You never have just one goal. Your venture is not your world. Even the most obsessive investor will admit that reducing risk is as much a goal of any venture as increasing returns. When you begin to believe some subset of “winning” is the only goal, when your investors drive you to forge ahead at all costs, when your instinct is to cut away the parts of your life that other people think are important just to make it to launch? That’s when you’ve become a danger to yourself, and to society.

Big-E Entrepreneurship is just like Hollywood and the NBA and the Billboard charts and the bridal magazines. You are not going to make next Google or Facebook. Your idea isn’t as original as you imagine, your skills aren’t all you need, your beautiful office in a fashionable ZIP code won’t make your product any better.

And those successful, rich people you find egging you on, “advising” you and “supporting” you and “connecting” you?

They’re just as caught up in the illusion as you are. Pity them. It was their luck that got them through the maze. Not their skill, not their mentors, not their investors, not their “best people”, and certainly not The System as a whole.

The culture reinforces them at every turn. Is it any coincidence they’re surrounded by all the evidence they need to keep believing that their illusion is universal and valid? They’re swimming in success. They see evidence of the System of Accepted Business Practices and Rituals working around them, all the time.

Because they have arranged life so they never see it fail. They’re not allowed to see anything else as success.

Where are the Big-E Entrepreneurs whose ventures didn’t grow? Didn’t hit it big? They were torn down for parts and raw materials, skillsets and capital, and dumped right back into hopper to be fed into the machine.

Who are you? If you define yourself by your project, I don’t think you’ve answered the question.

What do you want? If you only mention your project, you’re a liar.

What are the risks? If you don’t know, I can start your list with this one: “I don’t know the risks”.

What will be enough? If you don’t have any idea, I’ll guarantee that “more” isn’t the only answer.
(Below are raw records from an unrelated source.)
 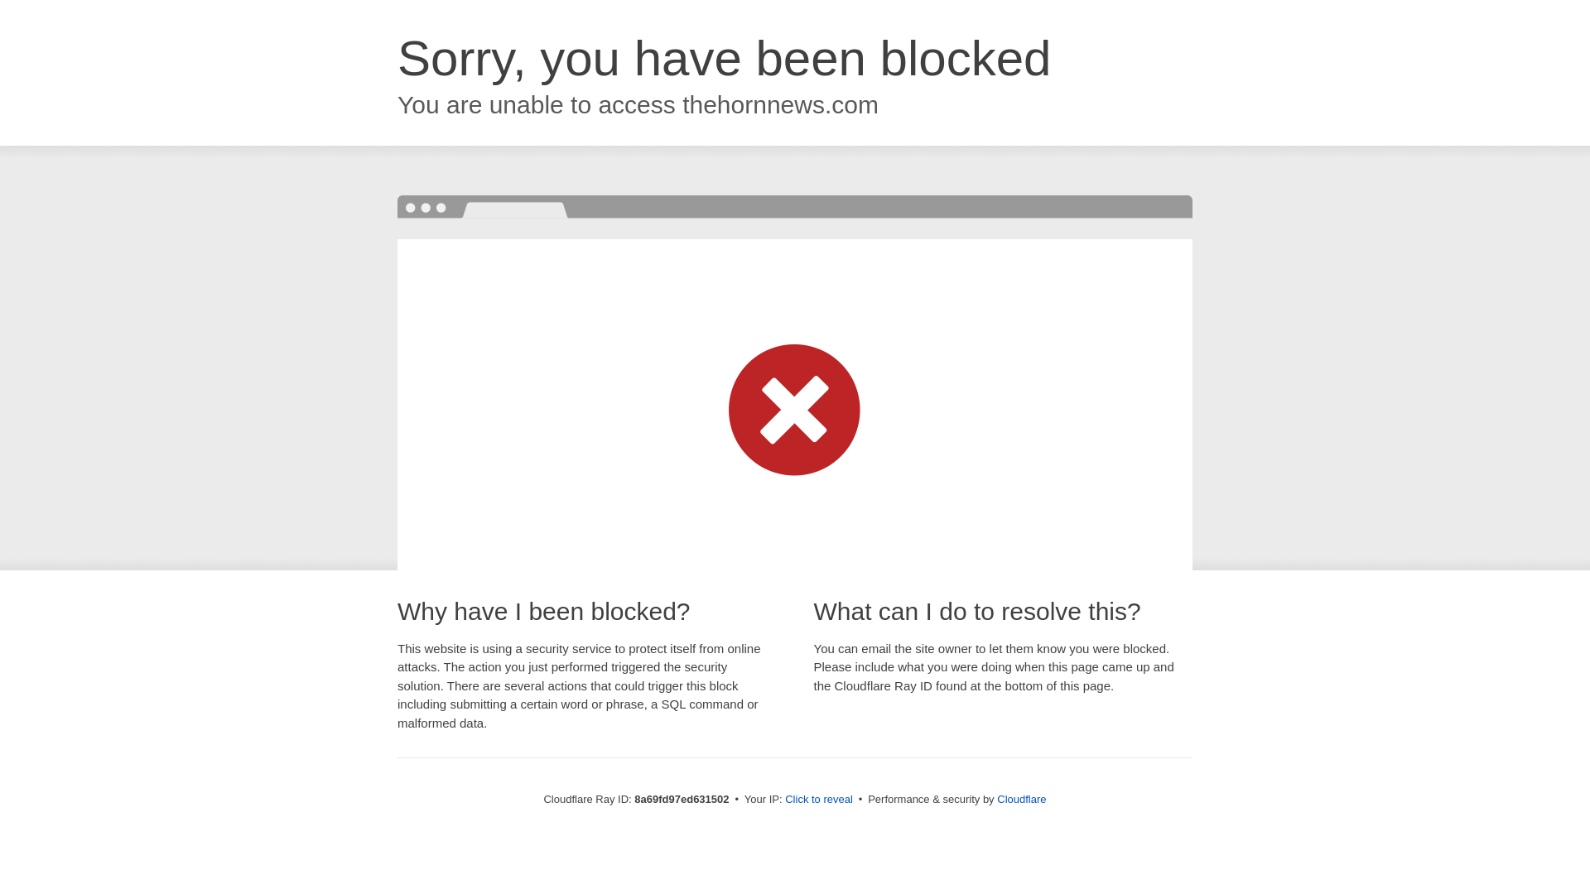 I want to click on Cloudflare, so click(x=1021, y=799).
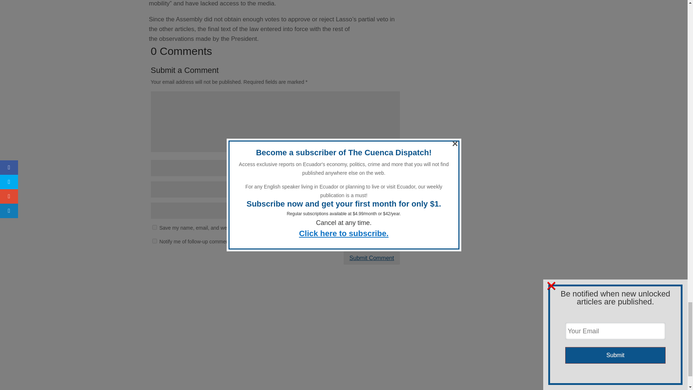 The width and height of the screenshot is (693, 390). I want to click on yes, so click(154, 227).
What will you sacrifice? If you didn’t say “myself”, then take a moment to consider the Big-E Entrepreneurship complex out there, waiting and ready, yearning to drop you into the hopper.

You’re a pile of raw materials.

Portfolio filler for investors.

Promotional material for your city.

Future donating alumni of your University.

The cover of unsold magazines.

Oh yeah, and you did some stuff once. What was that thing, that company you did back when?

That was your vision? Huh. Who knew?